— PROBLEM TO WORK ON —
With pictures left out, return only the lines from the line containing "This screenshot has width=812, height=531." through the end of the material below, both included.

▽

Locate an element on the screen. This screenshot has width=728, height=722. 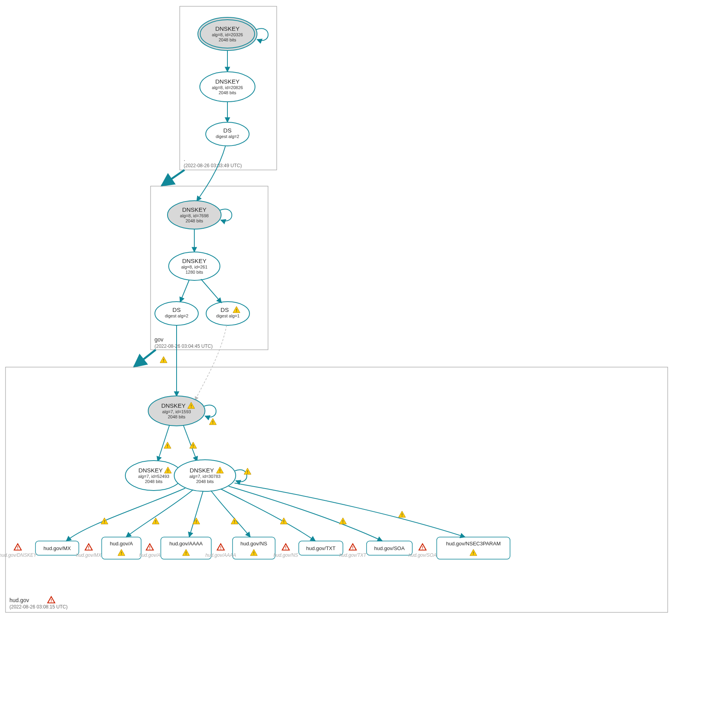
rr-a: hud.gov/A is located at coordinates (121, 548).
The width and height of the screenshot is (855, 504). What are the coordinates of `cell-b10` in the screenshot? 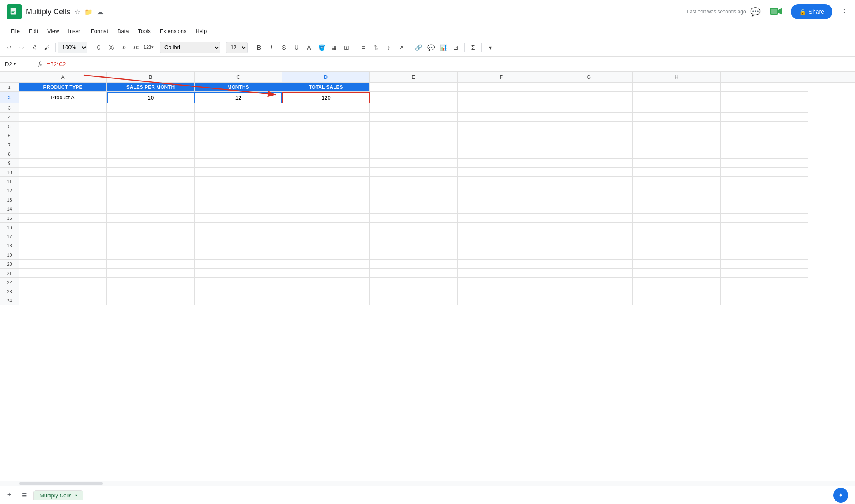 It's located at (151, 172).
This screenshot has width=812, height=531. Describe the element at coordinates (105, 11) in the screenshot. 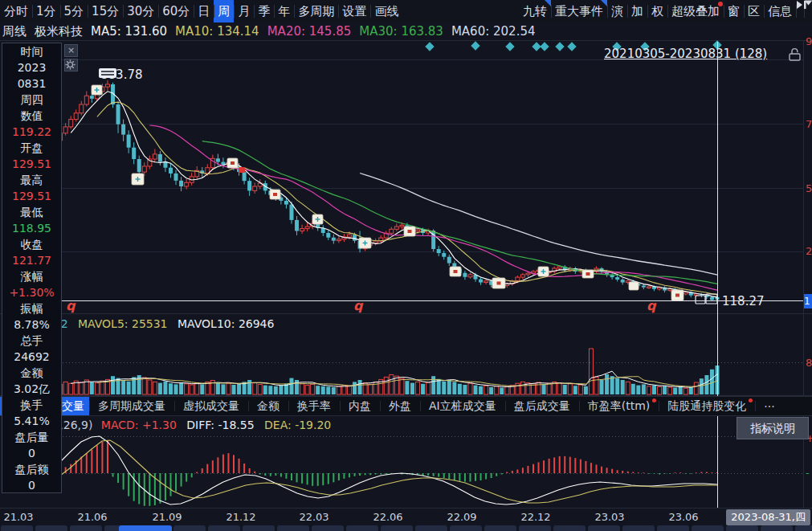

I see `toolbar-item-15分: 15分` at that location.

△

— OUTPUT FOR THIS TASK —
This screenshot has width=812, height=531. Describe the element at coordinates (105, 11) in the screenshot. 

I see `toolbar-item-15分: 15分` at that location.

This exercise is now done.